The Gun Violence Prevention and Safe Communities Act of 2018, introduced in Congress after February’s Parkland FL school shooting, would increase federal excise taxes on guns and ammunition. The twin ideas behind the bill: Discourage gun and ammunition purchases by raising their price and use the revenue to fund community-based policing, gun violence-reduction projects, and research on gun violence by the Centers for Disease Control and Prevention (CDC). Raising taxes to reduce demand for products causing external harms is a well-known concept among economists. When it comes to guns, raising the tax price might reduce the purchase of firearms. But it also may encourage some gun purchasers to avoid background checks and create a windfall for existing gun owners.
The federal government already imposes about $750 million in excise taxes on the import and retail sale of guns and ammunition. Handguns are taxed at 10 percent, and other guns and ammunition are taxed at 11 percent. The National Firearms Act of 1934 (NFA) established a then-prohibitive tax of $200 on the manufacture or transfer of short-barreled shotguns and rifles, machine guns, and firearm sound suppressors (silencers). It also established an occupational tax of $500 or $1,000 to import or manufacture firearms covered by the Act.
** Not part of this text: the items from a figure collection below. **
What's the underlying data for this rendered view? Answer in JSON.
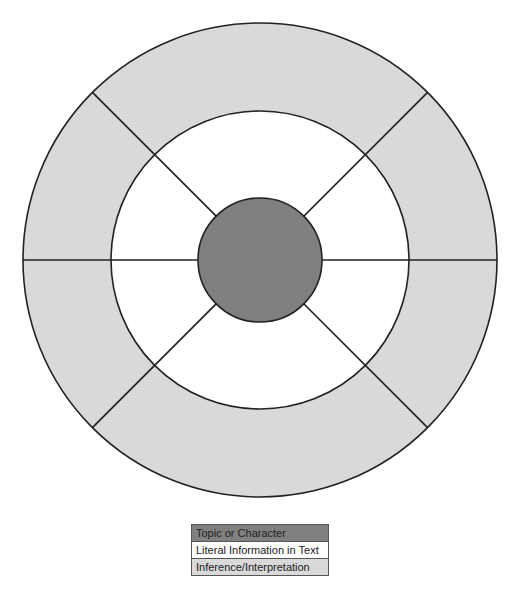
{
  "diagram": {
    "type": "concentric-wheel",
    "center": {
      "x": 260,
      "y": 260
    },
    "rings": {
      "hub": {
        "radius": 62,
        "color": "#7f7f7f",
        "label": "Topic or Character"
      },
      "inner": {
        "radius": 149,
        "color": "#ffffff",
        "label": "Literal Information in Text"
      },
      "outer": {
        "radius": 237,
        "color": "#d9d9d9",
        "label": "Inference/Interpretation"
      }
    },
    "spoke_angles_deg": [
      0,
      45,
      135,
      180,
      225,
      315
    ],
    "stroke_color": "#222222"
  },
  "legend": {
    "items": [
      {
        "label": "Topic or Character",
        "color": "#808080"
      },
      {
        "label": "Literal Information in Text",
        "color": "#ffffff"
      },
      {
        "label": "Inference/Interpretation",
        "color": "#d9d9d9"
      }
    ]
  }
}
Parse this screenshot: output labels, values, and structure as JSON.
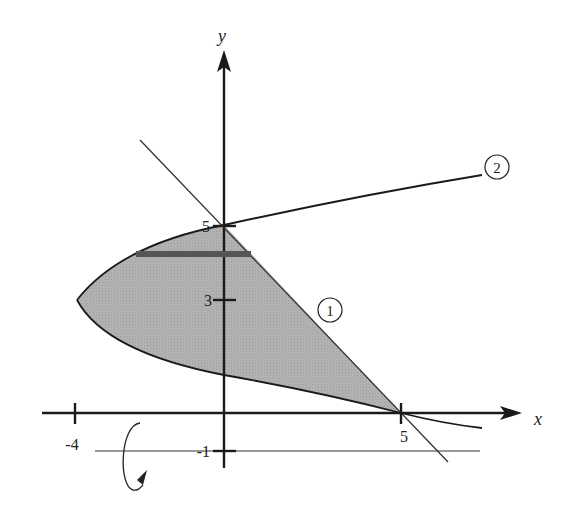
{
  "diagram": {
    "axes": {
      "x_label": "x",
      "y_label": "y"
    },
    "ticks": {
      "x": [
        {
          "value": -4,
          "label": "-4"
        },
        {
          "value": 5,
          "label": "5"
        }
      ],
      "y": [
        {
          "value": 5,
          "label": "5"
        },
        {
          "value": 3,
          "label": "3"
        },
        {
          "value": -1,
          "label": "-1"
        }
      ]
    },
    "curves": [
      {
        "id": "line-1",
        "label": "1",
        "equation": "x + y = 5"
      },
      {
        "id": "curve-2",
        "label": "2",
        "equation": "x = (y - 3)^2 - 4"
      }
    ],
    "shaded_region": "Region bounded by curve 2 and line 1, between (0,5) and (5,0)",
    "rotation_axis": {
      "y": -1,
      "label": "-1"
    },
    "rectangle_strip_y": 4.4,
    "colors": {
      "shade": "#b0b0b0",
      "strip": "#555555",
      "axis": "#1a1a1a"
    }
  }
}
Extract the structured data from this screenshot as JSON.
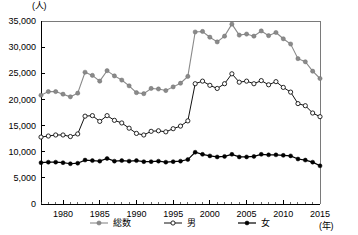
{
  "chart_data": {
    "type": "line",
    "title": "",
    "xlabel": "(年)",
    "ylabel": "(人)",
    "xlim": [
      1977,
      2015
    ],
    "ylim": [
      0,
      35000
    ],
    "grid": false,
    "legend_position": "bottom",
    "ytick_labels": [
      "35,000",
      "30,000",
      "25,000",
      "20,000",
      "15,000",
      "10,000",
      "5,000",
      "0"
    ],
    "ytick_values": [
      35000,
      30000,
      25000,
      20000,
      15000,
      10000,
      5000,
      0
    ],
    "xtick_labels": [
      "1980",
      "1985",
      "1990",
      "1995",
      "2000",
      "2005",
      "2010",
      "2015"
    ],
    "xtick_values": [
      1980,
      1985,
      1990,
      1995,
      2000,
      2005,
      2010,
      2015
    ],
    "x": [
      1977,
      1978,
      1979,
      1980,
      1981,
      1982,
      1983,
      1984,
      1985,
      1986,
      1987,
      1988,
      1989,
      1990,
      1991,
      1992,
      1993,
      1994,
      1995,
      1996,
      1997,
      1998,
      1999,
      2000,
      2001,
      2002,
      2003,
      2004,
      2005,
      2006,
      2007,
      2008,
      2009,
      2010,
      2011,
      2012,
      2013,
      2014,
      2015
    ],
    "series": [
      {
        "name": "総数",
        "marker": "filled-circle",
        "color": "#8a8a8a",
        "values": [
          20800,
          21500,
          21500,
          21000,
          20500,
          21200,
          25200,
          24600,
          23500,
          25500,
          24500,
          23700,
          22600,
          21300,
          21100,
          22100,
          22000,
          21700,
          22400,
          23100,
          24400,
          32900,
          33000,
          31900,
          31000,
          32100,
          34400,
          32300,
          32500,
          32100,
          33100,
          32200,
          32800,
          31600,
          30600,
          27800,
          27200,
          25400,
          24000
        ]
      },
      {
        "name": "男",
        "marker": "open-circle",
        "color": "#111111",
        "values": [
          12800,
          13000,
          13200,
          13200,
          12900,
          13400,
          16800,
          16900,
          15800,
          16900,
          16000,
          15500,
          14500,
          13500,
          13200,
          13900,
          14000,
          13800,
          14400,
          14900,
          15900,
          23000,
          23500,
          22700,
          22100,
          23000,
          24900,
          23300,
          23500,
          23000,
          23600,
          22800,
          23400,
          22300,
          21400,
          19200,
          18800,
          17400,
          16700
        ]
      },
      {
        "name": "女",
        "marker": "filled-circle",
        "color": "#000000",
        "values": [
          7900,
          8000,
          8000,
          7900,
          7700,
          7800,
          8400,
          8300,
          8200,
          8700,
          8200,
          8300,
          8200,
          8300,
          8100,
          8100,
          8200,
          8000,
          8100,
          8200,
          8500,
          9900,
          9500,
          9200,
          9000,
          9100,
          9500,
          9000,
          9000,
          9100,
          9500,
          9400,
          9400,
          9300,
          9200,
          8600,
          8400,
          8000,
          7300
        ]
      }
    ]
  },
  "legend": {
    "items": [
      {
        "label": "総数",
        "marker": "filled-circle-gray"
      },
      {
        "label": "男",
        "marker": "open-circle"
      },
      {
        "label": "女",
        "marker": "filled-circle-black"
      }
    ]
  }
}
However, these tax rates were not adjusted for inflation so are far less significant today. After inflation, the $200 machine gun tax would be around $3,700 today.
The Gun Violence and Safe Communities Act would increase federal excise tax rates to 20 percent on guns and 50 percent on ammunition. Since some semi-automatic centerfire rifles cost less than $400, that implies a tax of $80 or less. The tax on 9mm ammunition, which sells for as little as 15 cents per round, would be 7.5 cents or less. The bill would raise the $200 NFA tax to $500, double the occupational taxes on manufacturers and importers to $1,000 and $2,000, and index those taxes for inflation.
Right now, very little is known about how gun purchasers respond to excise taxes. A recent RAND study found that hunters are not responsive to price changes in the form of higher license fees. If all gun purchasers are like those hunters, raising taxes will have little or no effect on gun sales.
What if gun purchasers do respond to tax increases? That could have the perverse effect of discouraging the use of background checks. Here’s why: Because private gun sales are exempt from the excise tax, current gun owners can sell firearms for less than retail stores that must pay the tax. And increasing the excise tax would only widen that price difference. In states that do not require background checks for private sales, the new levy could act as an effective tax increase on background checks, strengthening the incentive for gun purchasers to avoid them. If gun purchasers respond by switching to private sales, the price of those guns would likely increase, providing a windfall for existing gun owners (paywall).
Would taxing ammunition reduce gun violence? It might dissuade a few people who are ambivalent about purchasing a gun. And since some of them might misuse the weapon, it could reduce gun violence slightly. But the tax would fall most heavily on high-volume users such as target shooters rather than those who purchase a gun and a small number of cartridges. Ammunition excise taxes would have no effect on existing gun owners who intend to commit suicide via firearm. According to the CDC about 60 percent of gun deaths in 2016 were suicides.
A gun and ammunition excise tax may sound attractive to those who want to limit gun ownership. And the idea of using taxes to correct externalities (including the medical and other societal costs of gun violence) is appealing to economists. But such taxes need to be effective. And, unfortunately, proposals to raise gun-and-ammo taxes may fail that test.